IASPM/EMP 2012: Sounds of the City
With this call for papers, IASPM-US is proud to announce our upcoming 2012 conference, held jointly with the EMP Pop Conference and co-sponsored by the Clive Davis Institute of Recorded Music at New York University. This year’s meeting represents several firsts for our organization. It is our first collaboration with New York University and our first jointly held conference with the EMP Pop Conference group. These three institutions—IASPM-US, the Pop Con, and the Clive Davis Institute—each bring different specialties and particular energies to this set of meetings. The confluence of these energies should result in an intellectually stimulating and professionally expansive approach to the most current scholarship in popular music studies.
IASPM’s decades-long tradition of being the academic home for serious scholarly work on popular music will ground and strengthen the enthusiasm and innovative writing that has characterized the past ten years of the Pop Con. The Pop Con’s openness to the intellectual contributions of musicians, fans, and journalists as well as academics will encourage a blend of perspectives and approaches that should invigorate our conceptions of scholarship, enliven our conversations and promote new thinking. Our host, the Clive Davis Institute, will set our meetings at the core of the rapidly changing world of popular music production, distribution, and criticism at a time when the media landscape is undergoing volcanic change.

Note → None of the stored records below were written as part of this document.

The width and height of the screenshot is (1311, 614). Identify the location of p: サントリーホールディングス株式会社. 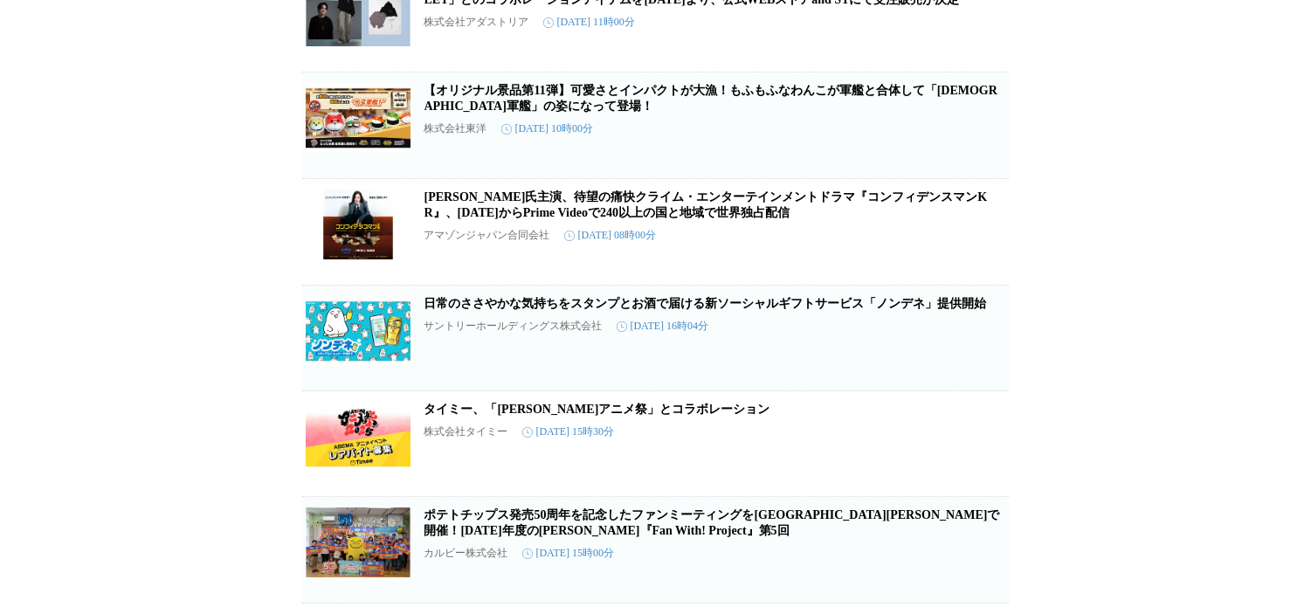
(513, 326).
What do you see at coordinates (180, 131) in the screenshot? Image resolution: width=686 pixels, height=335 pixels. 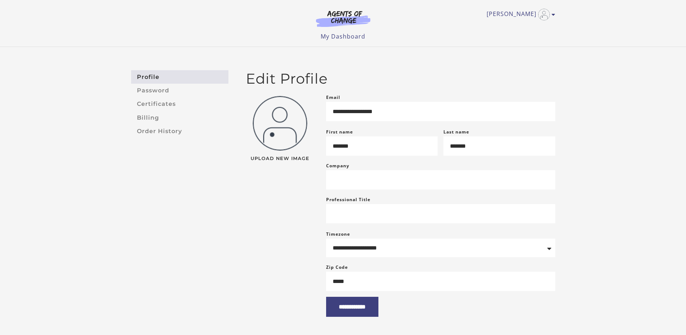 I see `a: Order History` at bounding box center [180, 131].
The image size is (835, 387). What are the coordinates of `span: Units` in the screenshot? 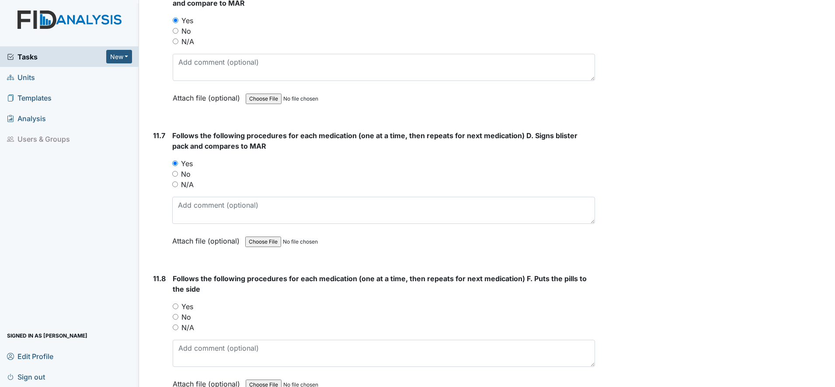 It's located at (21, 77).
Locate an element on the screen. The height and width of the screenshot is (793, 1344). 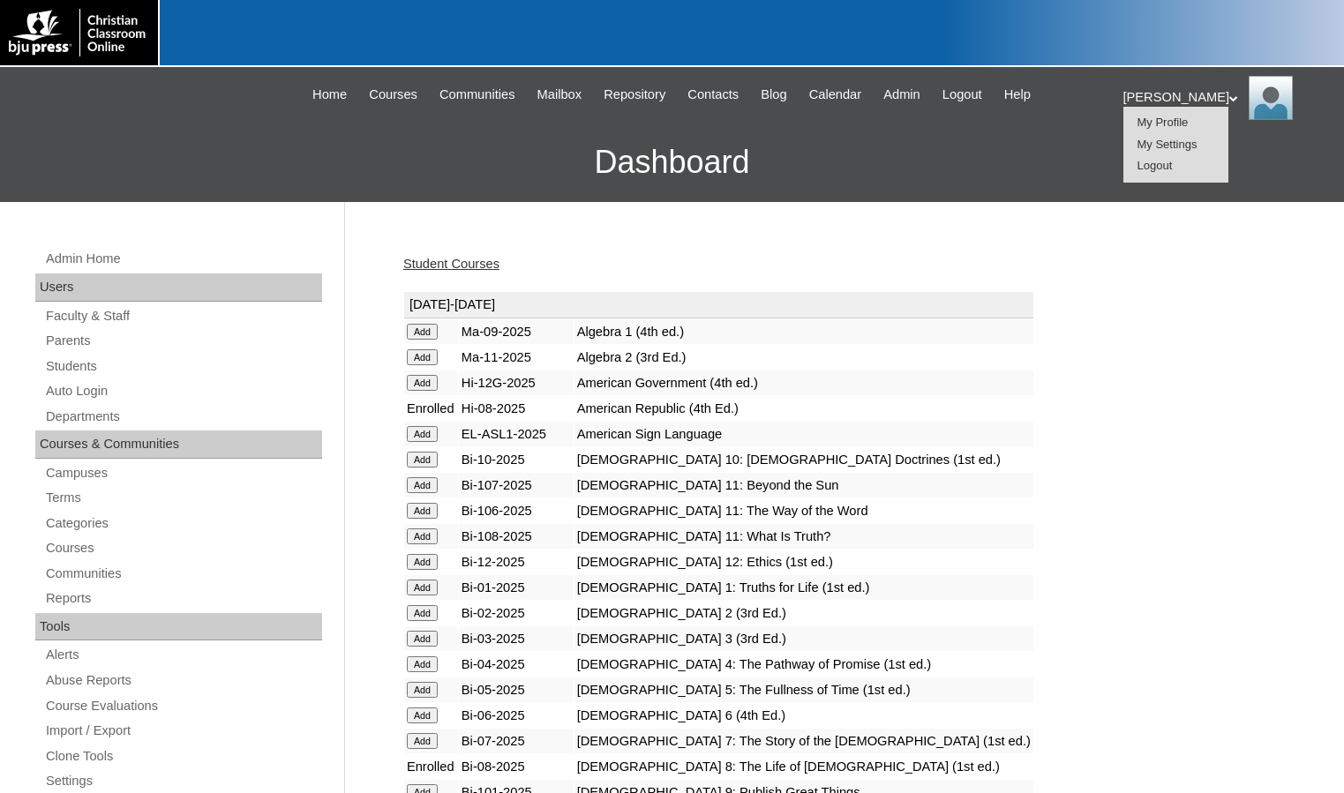
a: Calendar is located at coordinates (835, 94).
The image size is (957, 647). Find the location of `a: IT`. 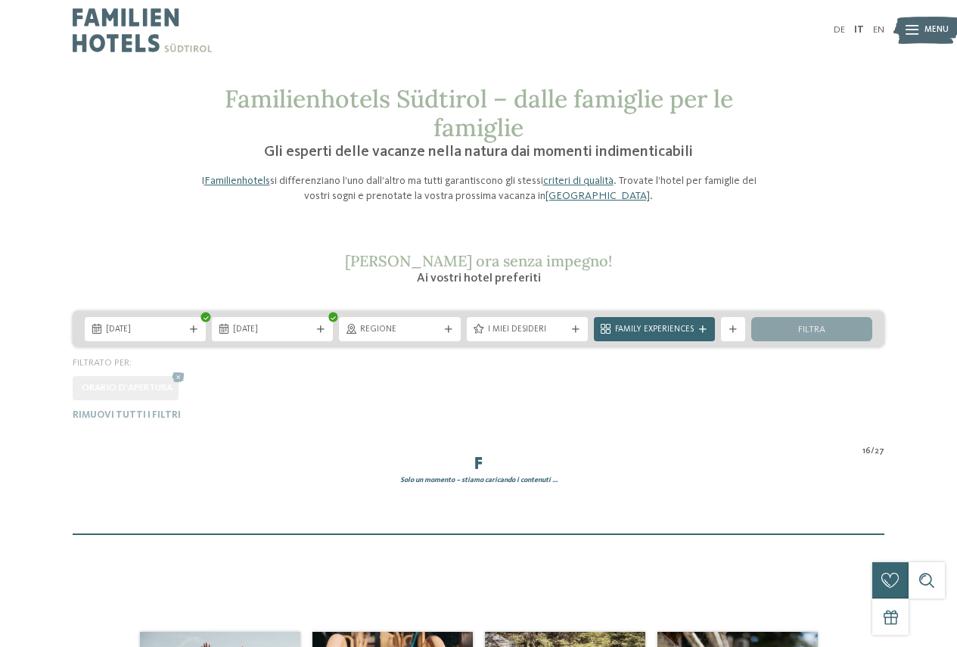

a: IT is located at coordinates (859, 30).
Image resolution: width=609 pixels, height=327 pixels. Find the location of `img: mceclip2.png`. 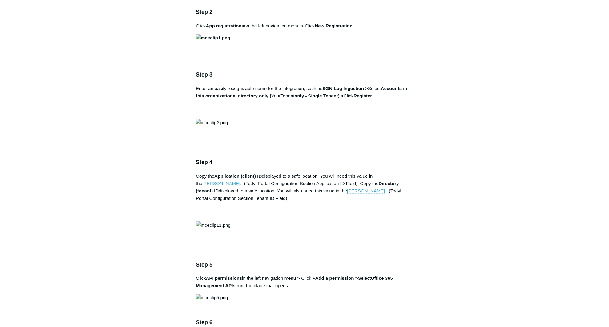

img: mceclip2.png is located at coordinates (212, 123).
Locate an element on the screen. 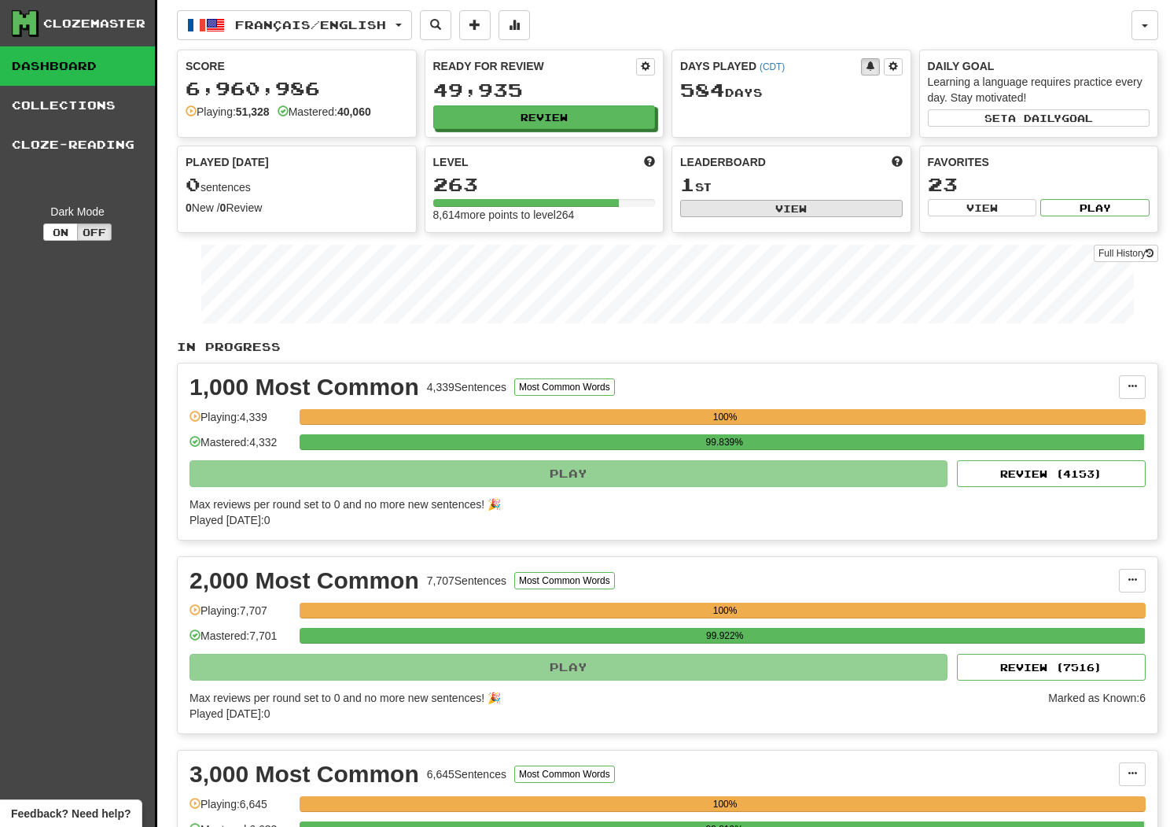 The image size is (1170, 827). div: st is located at coordinates (791, 185).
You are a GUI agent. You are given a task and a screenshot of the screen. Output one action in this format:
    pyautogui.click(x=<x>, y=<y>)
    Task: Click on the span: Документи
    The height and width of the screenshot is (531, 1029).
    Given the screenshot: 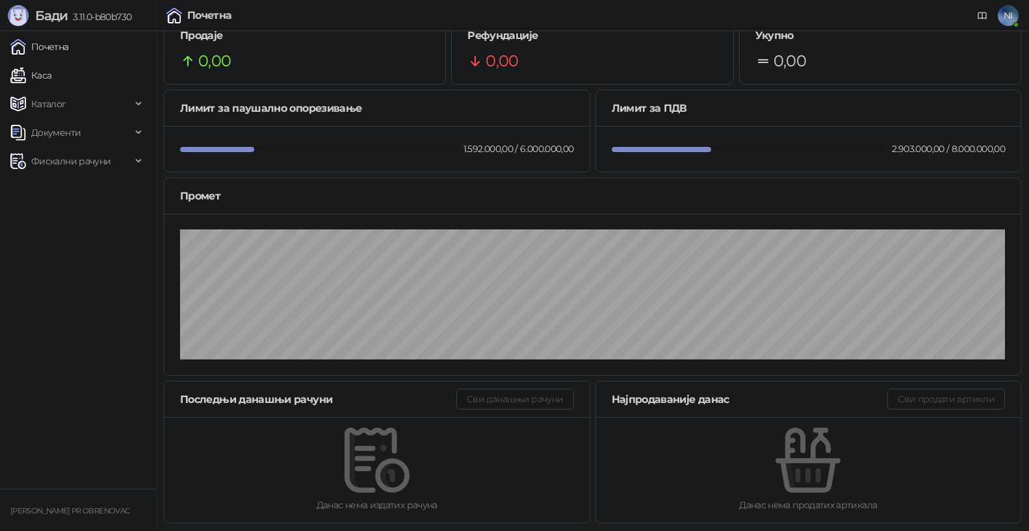 What is the action you would take?
    pyautogui.click(x=56, y=133)
    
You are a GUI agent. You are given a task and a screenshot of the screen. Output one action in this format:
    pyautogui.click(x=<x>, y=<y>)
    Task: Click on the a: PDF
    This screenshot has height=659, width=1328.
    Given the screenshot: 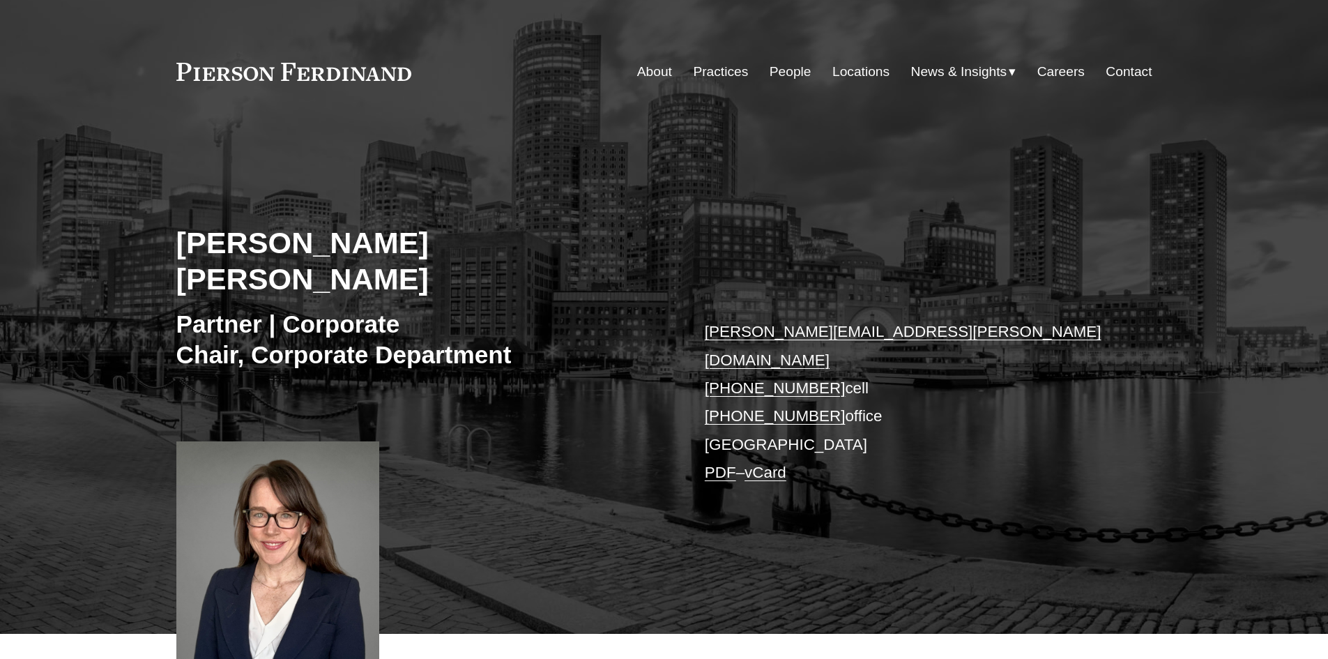 What is the action you would take?
    pyautogui.click(x=720, y=472)
    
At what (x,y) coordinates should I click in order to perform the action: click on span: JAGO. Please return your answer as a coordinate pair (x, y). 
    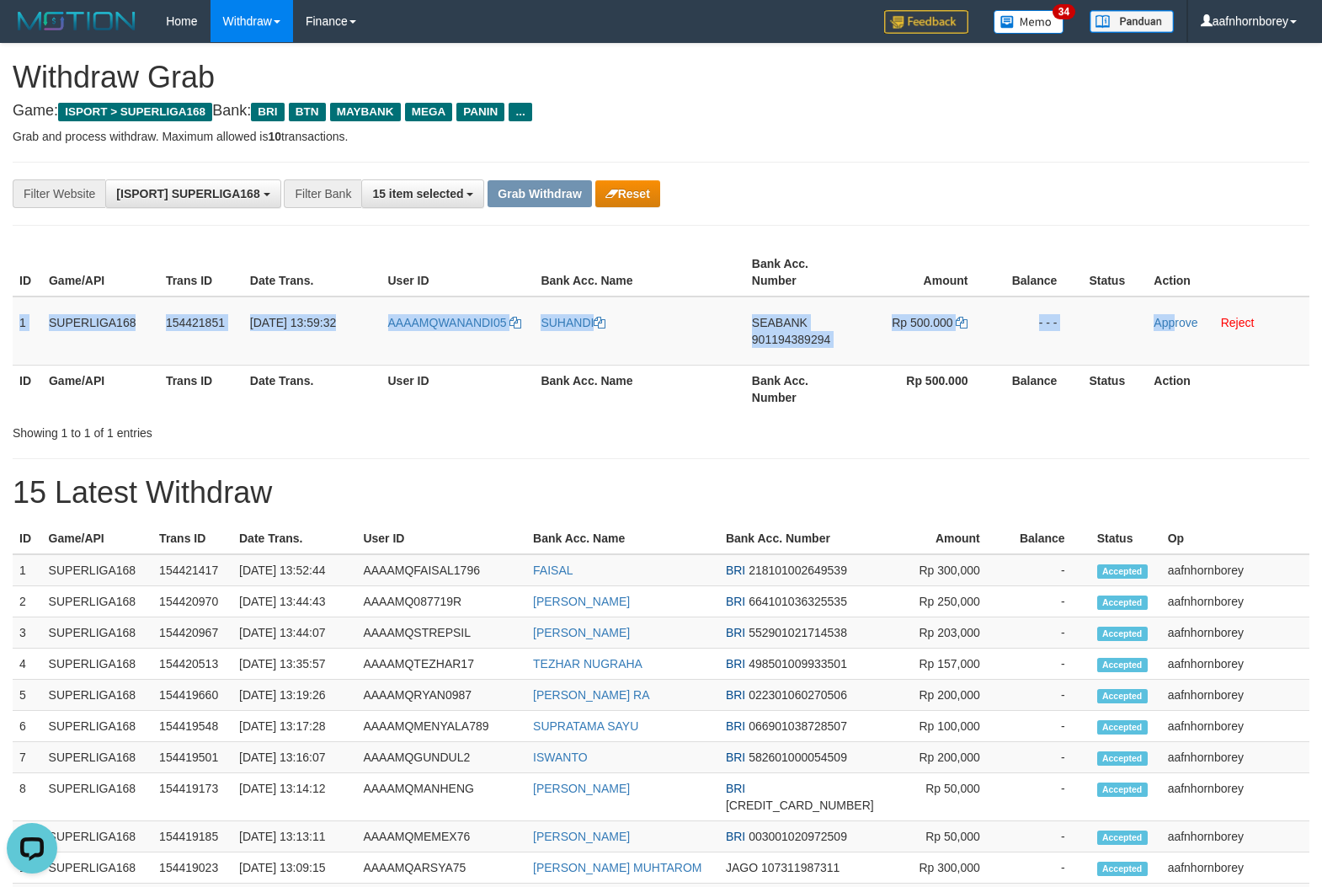
    Looking at the image, I should click on (742, 867).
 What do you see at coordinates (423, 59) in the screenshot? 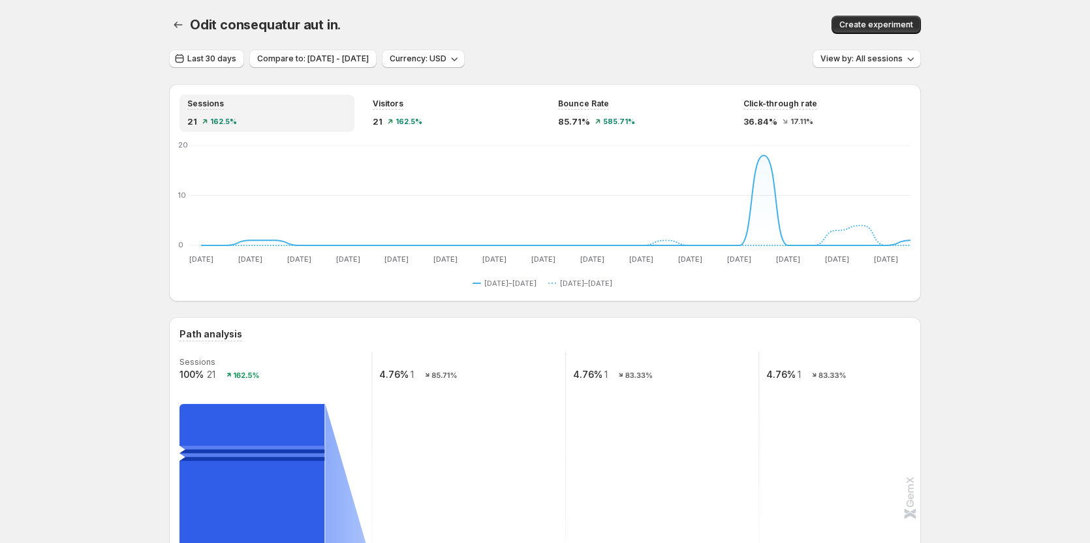
I see `button: Currency: USD` at bounding box center [423, 59].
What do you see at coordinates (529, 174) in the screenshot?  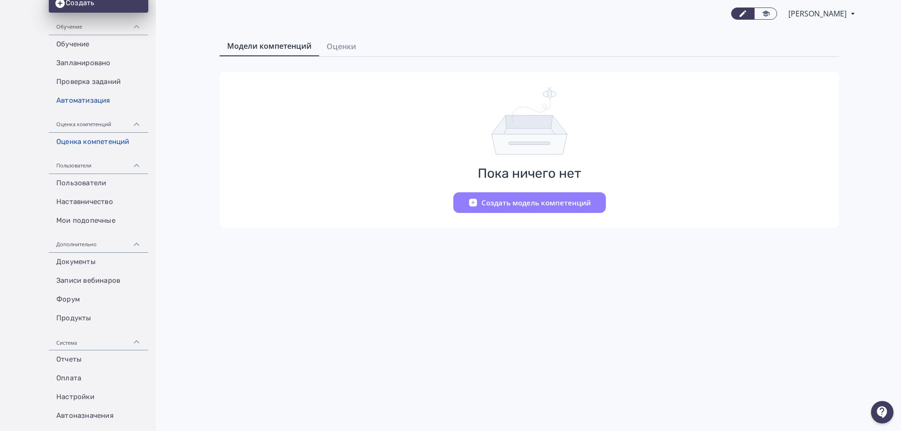 I see `span: Пока ничего нет` at bounding box center [529, 174].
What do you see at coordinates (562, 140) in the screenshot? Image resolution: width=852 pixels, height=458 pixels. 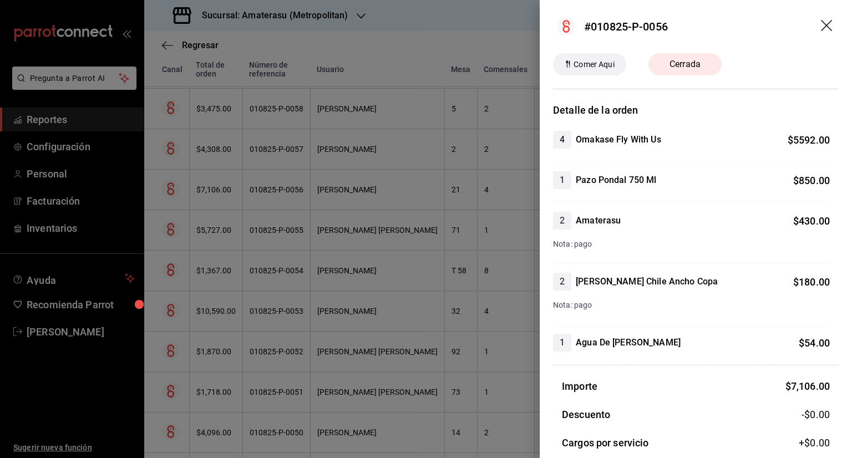 I see `span: 4` at bounding box center [562, 140].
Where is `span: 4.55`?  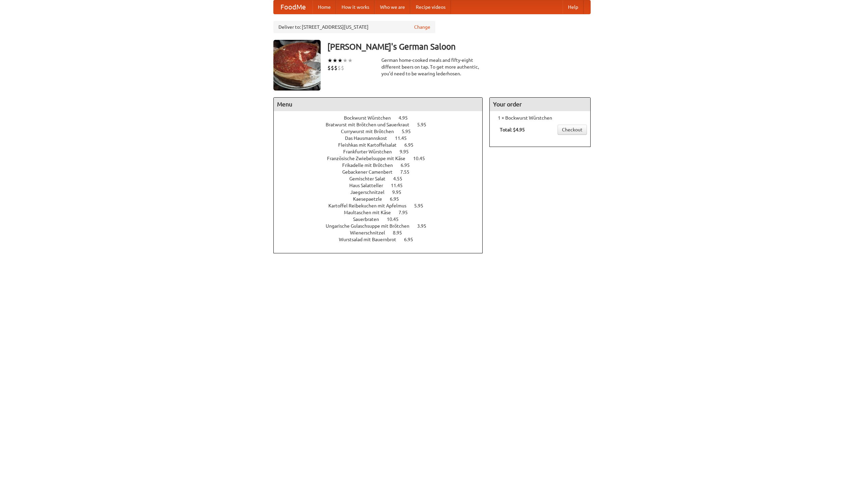
span: 4.55 is located at coordinates (401, 179).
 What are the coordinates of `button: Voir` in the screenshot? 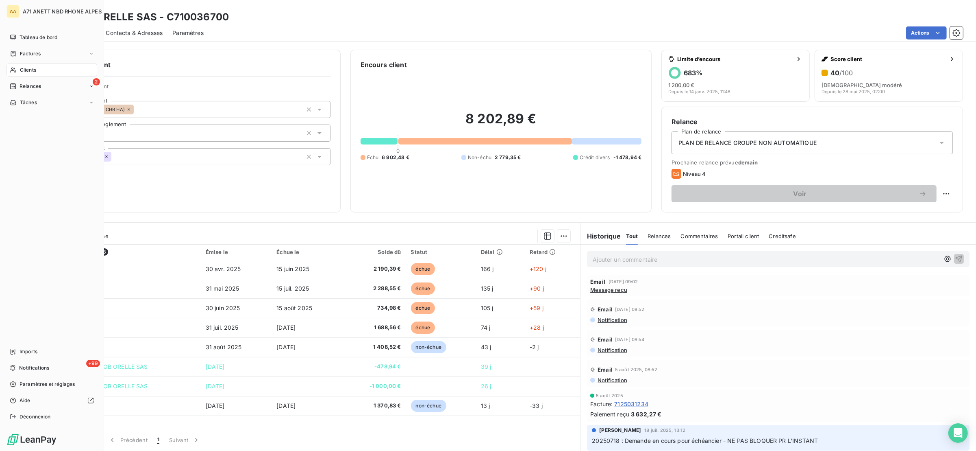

This year’s theme, Sounds of the City, gives us a strong thread to tie together our diverse approaches to popular music around the globe even as it foregrounds our meeting’s location in New York. The question of urbanity in all of its associations will be at the center of our conference. What differences do cities make? What does the global concentration of peoples in cities mean for local systems of music production? What does the traditional link between urban life and sophistication mean when the social realities of global cities comprise and compress such vast ranges of ethnic, religious, and class difference? From Jakarta to Rio, Cairo to London, Seattle to Nashville to New York, popular music speaks from and to the heart of urban social life. This conference gives us a grand opportunity to confront our preconceptions and contest our assumptions about music, cities and the popular at a moment of profound global challenges.